Expressive therapy provides a range of interactive, creative arts-based, projective techniques and interventions. It draws both on the principles of psychotherapy as well as the creative experience of the client to gain insight and to achieve growth, healing and integration.
There are a few common misconceptions about the work I do with clients that I’d like to highlight and address:
First of all, it is not just for children. I have personally worked with kids from as young as 5 years old through to fully-fledged adults in senior management positions. The important thing is not your age. It’s that you keep an open attitude and park your inner critic outside the room whilst allowing yourself to create and be free to play – with the sand, with figures, with colours, with movement, with sound.
I am not a psychoanalyst, psychiatrist or clinical psychologist. I do not try to interpret the drawings or sandtrays, provide any kind of diagnosis or label based on the creation or provide clients with answers about “what they should do next” in their life. My aim is always to guide my client in the creation of something that has meaning for them, which might, in turn, allow them to gain some insight into their life situation or next steps. This may happen during the session or at a later stage as the process unfolds over a number of weeks.
It is not just for clients recovering from severe trauma. While sandplay therapy and expressive therapies have proved effective as a treatment for both trauma and mental health problems, it has also proven effective for those who are going through a life transition (post-natal, death of a beloved family member or friend, loss of a job, painful break-up of a relationship or divorce etc.) and would like to use it as a catalyst for the recovery of their sense of self.
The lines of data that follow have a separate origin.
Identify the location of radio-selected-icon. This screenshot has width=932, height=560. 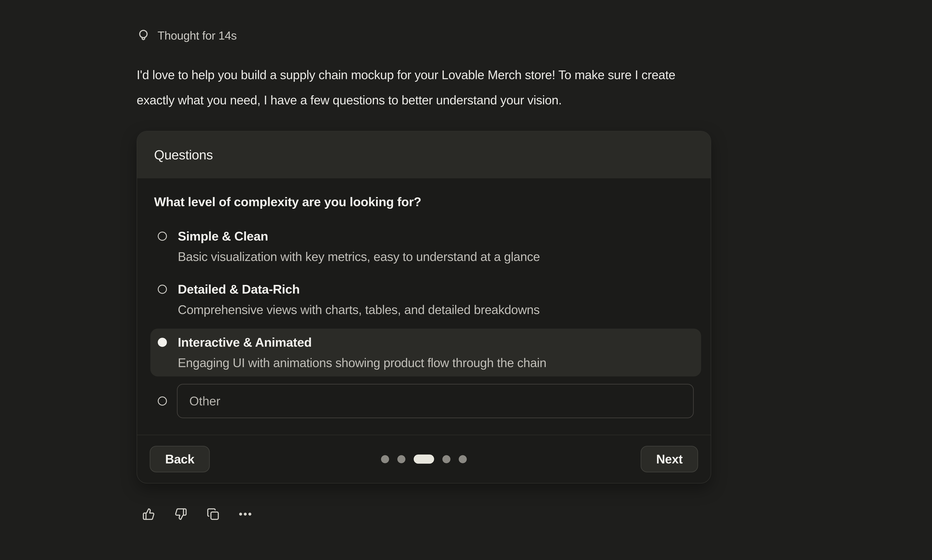
(162, 342).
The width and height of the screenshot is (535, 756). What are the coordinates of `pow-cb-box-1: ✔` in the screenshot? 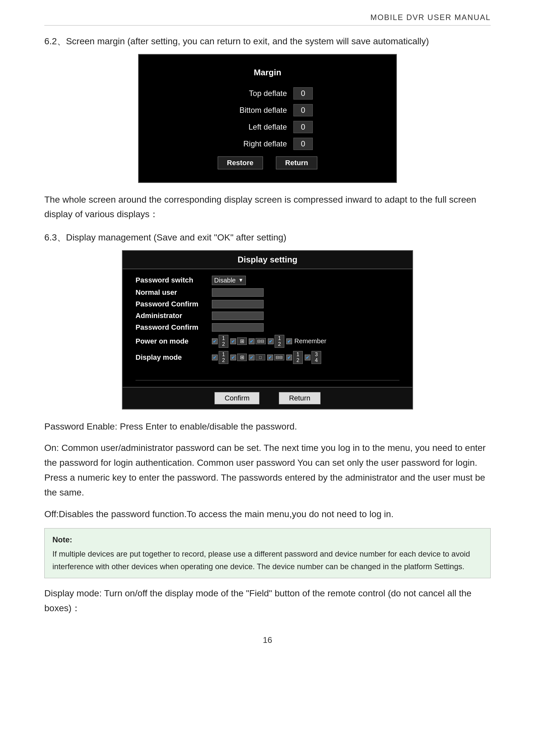 It's located at (215, 341).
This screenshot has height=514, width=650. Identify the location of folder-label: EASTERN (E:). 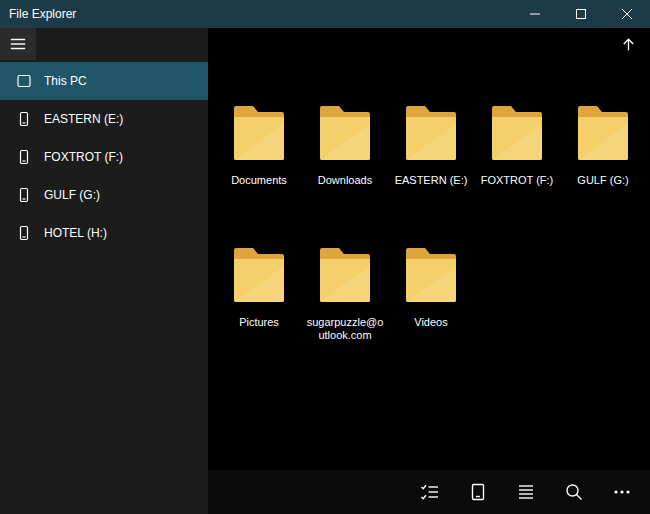
(432, 180).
It is not just for those who consider themselves “creative”. Creative ability is innate in humans. Sadly it often gets blocked as we grow up by the “shoulds and oughts” as we are pressured by the prevailing culture into leaving our playfulness behind. When we feel stuck in a life, or seem to have lost our sense of passion or purpose, it is often a lack of creative problem-solving that prevents us from seeing the way forward. Being conscious of your creative ability is not a requirement or a determinant in any way as to whether you will benefit from an expressive therapy sessions. In fact, sometimes, there is no activity involved in the session. My sessions are client-led; therefore, the decision of taking part in an expressive exercise is up to the client. Naturally, I will usually suggest an option for creative expression when I sense it might be helpful for my client.
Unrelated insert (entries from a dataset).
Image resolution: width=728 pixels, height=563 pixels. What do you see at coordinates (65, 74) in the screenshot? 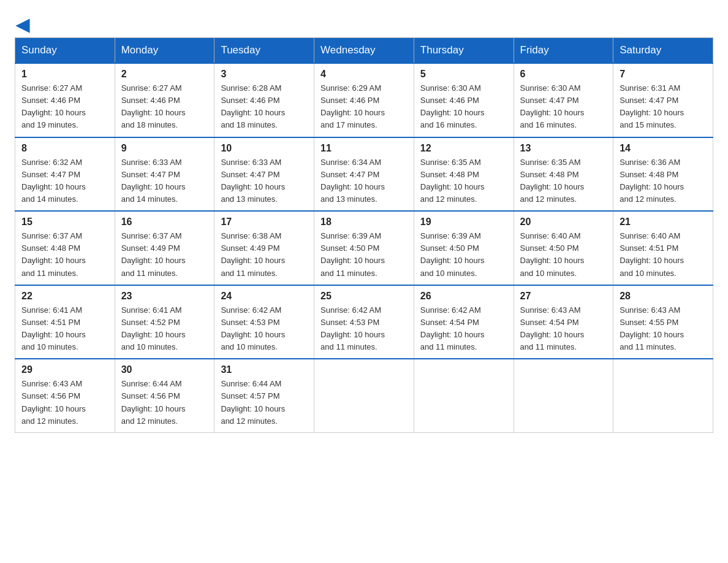
I see `day-number: 1` at bounding box center [65, 74].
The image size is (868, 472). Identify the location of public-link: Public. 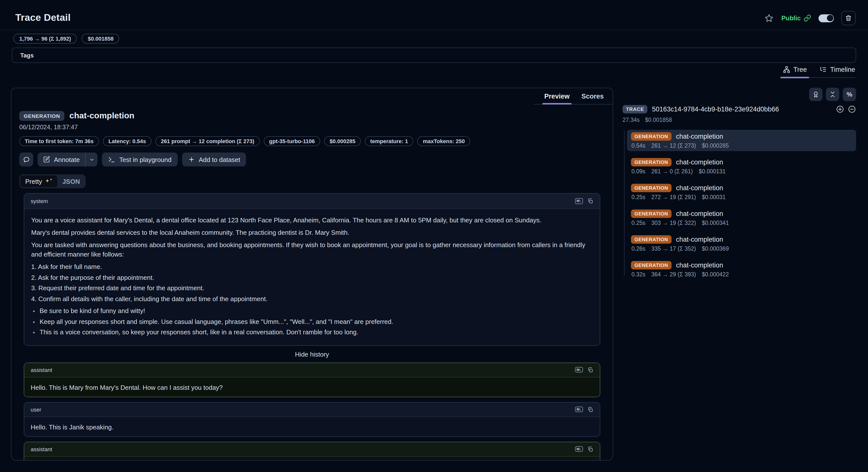
(796, 18).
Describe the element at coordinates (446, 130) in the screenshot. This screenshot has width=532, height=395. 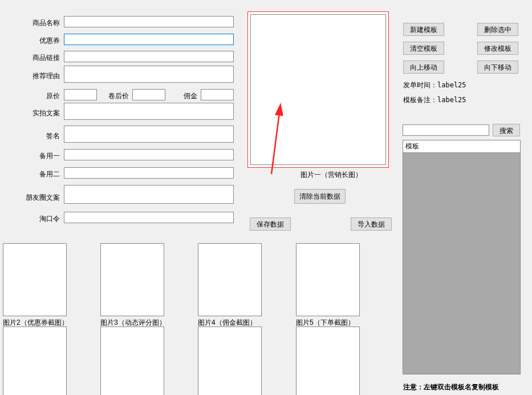
I see `search-input` at that location.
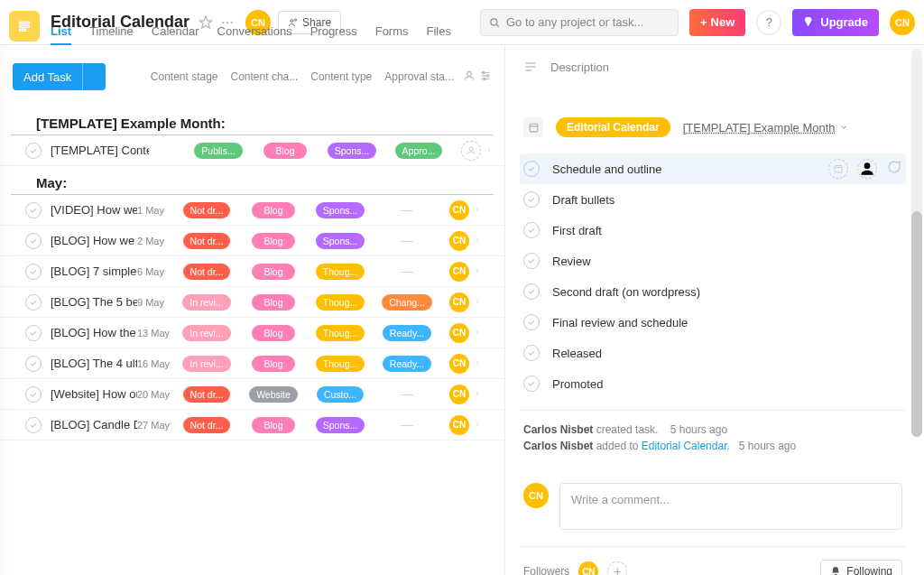  Describe the element at coordinates (713, 322) in the screenshot. I see `subtask-row: Final review and schedule` at that location.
The representation created facilitates further communication. It allows the creator to access parts of themselves that are not so easily accessible otherwise. As an expressive psychotherapist, I refer to these parts as coming from the sub-conscious or even the unconscious. Whatever is created, in the sand or on the page, reflects back at us both – you as the client and me as the therapist – and brings us into a deeper space, a sacred space ready to be gently and reverently explored and seen. It is this projective nature of expressive Sandplay and Symbol Work that affords us an opportunity to see ourselves outside of ourselves and to reflect upon what is seen.
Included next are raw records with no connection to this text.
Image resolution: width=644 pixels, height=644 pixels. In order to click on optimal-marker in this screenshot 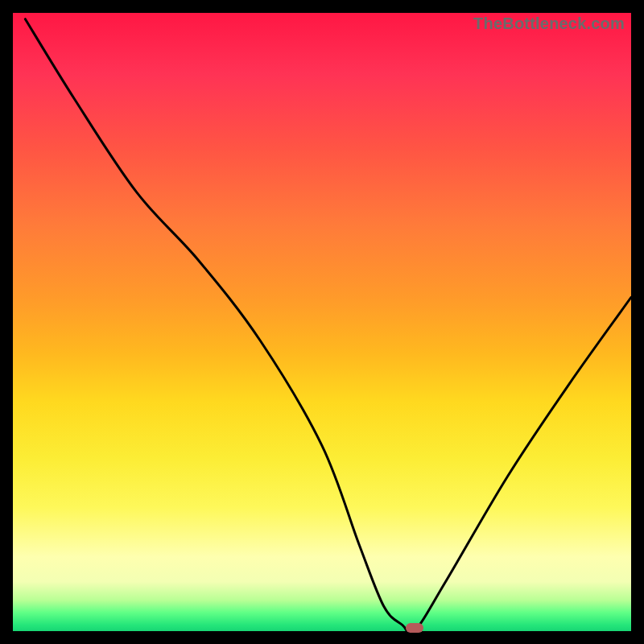, I will do `click(415, 628)`.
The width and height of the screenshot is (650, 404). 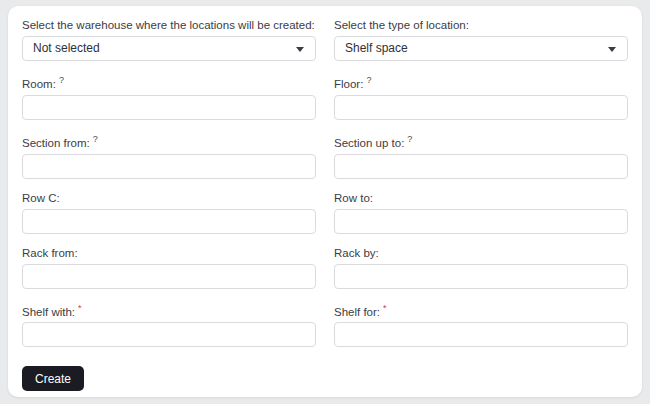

This three-way relationship, between client, therapist and the creative process is a key element of the work. Clients often experience this approach as less threatening as it provides an indirect platform for discussion rather than addressing emotional problems in a straightforward verbal fashion. Let’s face it: it’s usually our own thinking patterns or entrenched beliefs or habits that got us stuck in an uncomfortable place – if telling someone what to do fixed the problem, or just talking about it solved things, it most likely would have been solved long before reaching my office!